Does anyone know if the “libnvidia-decode” and “libnvidia-encode” packages are missing from the AlmaLinux NVidia drivers? I do a grep and nothing a shows up.
nvidia-smi gives me:
NVIDIA-SMI 580.65.06
Driver Version: 580.65.06
CUDA Version: 13.0
The reason I ask is because I noticed that Plex isn’t using hardware acceleration even though it’s enabled in the Transcoder settings. It sees the GPU, it’s just not utilizing it, so the CPU is doing all of the work.
I’ve uninstalled and reinstalled twice now using the commands on the native nvidia support page.
AMD Epyc 4124p
RTX 3050 GPU
6.12.0-55.27.1.el10_0.x86_64
Please let me know if there’s more info you need.
Thanks!
Hi @bigjustin!
Instead of trying to find the packages mentioned, why not try checking the libraries for the video card, where you might find what you’re looking for?
Try this:
find /usr/lib* -name '*nvidia*decode*'
find /usr/lib* -name '*nvidia*encode*'
If you haven’t found anything, the problem comes from Alma, which now uses Nivida’s Open GPU driver.
All the best! 
The only NVidia thing that AlmaLinux builds is the kernel module. The rest of driver comes from NVidia’s “CUDA” repository.

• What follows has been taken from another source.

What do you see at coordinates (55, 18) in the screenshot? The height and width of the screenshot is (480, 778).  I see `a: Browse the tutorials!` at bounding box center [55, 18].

This output is from Alma 9 system (and I removed i686 versions from the list):
# dnf -q --enablerepo=cuda\*,elrepo,rpmf*updates provides */libnvidia-encode.so.5\*
nvidia-driver-cuda-libs-3:580.65.06-1.el9.x86_64 : Libraries for nvidia-driver-cuda
Repo : @System
Matched from:
Filename : /usr/lib64/libnvidia-encode.so.580.65.06
nvidia-driver-cuda-libs-3:580.65.06-1.el9.x86_64 : Libraries for nvidia-driver-cuda
Repo : cuda-rhel9-x86_64
Matched from:
Filename : /usr/lib64/libnvidia-encode.so.580.65.06
nvidia-x11-drv-libs-580.76.05-1.el9_6.elrepo.x86_64 : Libraries for the NVIDIA OpenGL X11 display driver files
Repo : elrepo
Matched from:
Filename : /usr/lib64/libnvidia-encode.so.580.76.05
xorg-x11-drv-nvidia-cuda-libs-3:570.172.08-2.el9.x86_64 : CUDA libraries for xorg-x11-drv-nvidia
Repo : rpmfusion-nonfree-updates
Matched from:
Filename : /usr/lib64/libnvidia-encode.so.570.172.08
The main thing is that each of the three usual repos (NVidia’s CUDA, ELRepo, and RPM Fusion) have the libnvidia-encode within their el9 packages.

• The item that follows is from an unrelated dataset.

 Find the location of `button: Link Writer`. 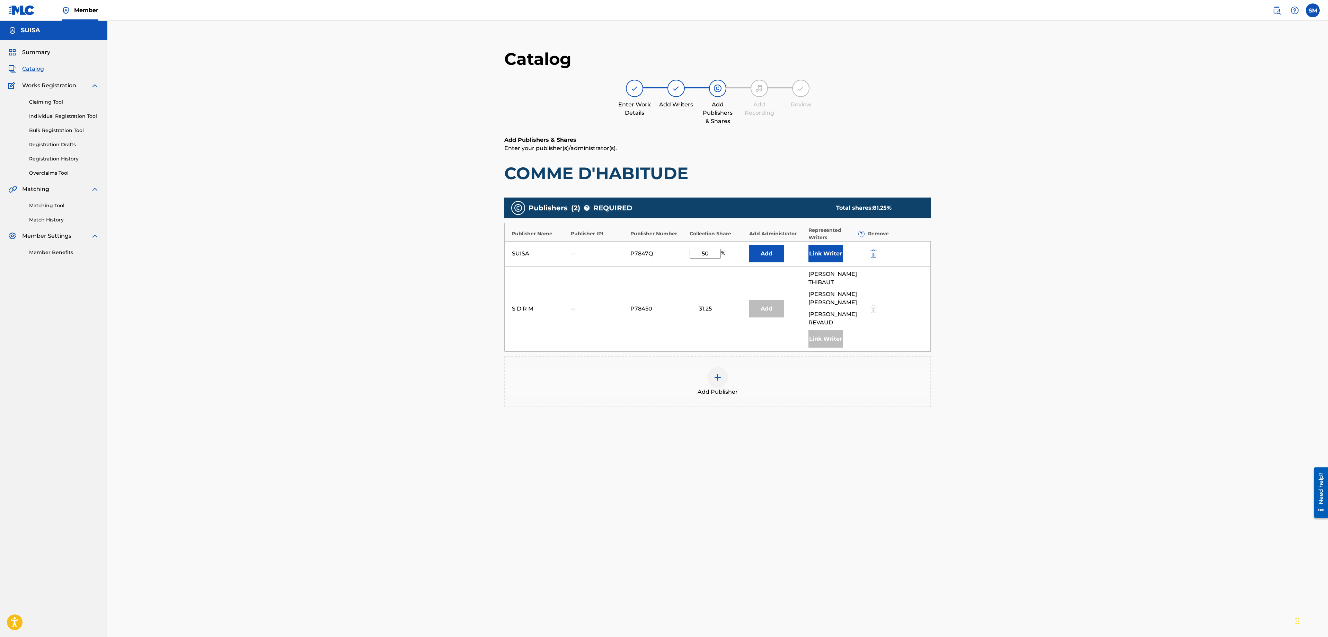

You should get similar list of package(s) with “dnf provides”, if the el10 version of any package has such file. Then it would be a package to install, although at least the above ones tend to come in as dependency.
If the “dnf provides” finds no package that would provide the library for el10, then the issue is with the packager of the driver packages (who is no Alma).
Sorry, I’m getting my terminologies mixed up. But yes, the libraries are missing. I was hoping that I could just manually put them there somehow, but I assume it’s not that simple.
I would recommend backing up the system first, then trying to install them manually.
Basically, there are three scenarios (for a problem):
- No package provides the file. Nobody has made a package that would have said file. One would have them (in this case NVidia) to make such package
- There is a package that provides the file. One simply installs the file
- Package exists, is installed, and file is in the system but not found by application for some reason
The libnvidia-encode library file can be found from packages made by NVidia for both rhel9 and rhel10. dnf install nvidia-driver-cuda should install also that package (assuming repo cuda-rhel10-x86_64is used as source for NVidia drivers).
No package seems to provide the libnvidia-decode for neither rhel10 nor rhel9. Google finds older hits about Ubuntu packages, so at some point NVidia has had a package with that library for some distros, but does not have one now for RHEL (and hence for Alma). You have to ask NVidia about that.
Well damn!!! Thank you for confirming that for me.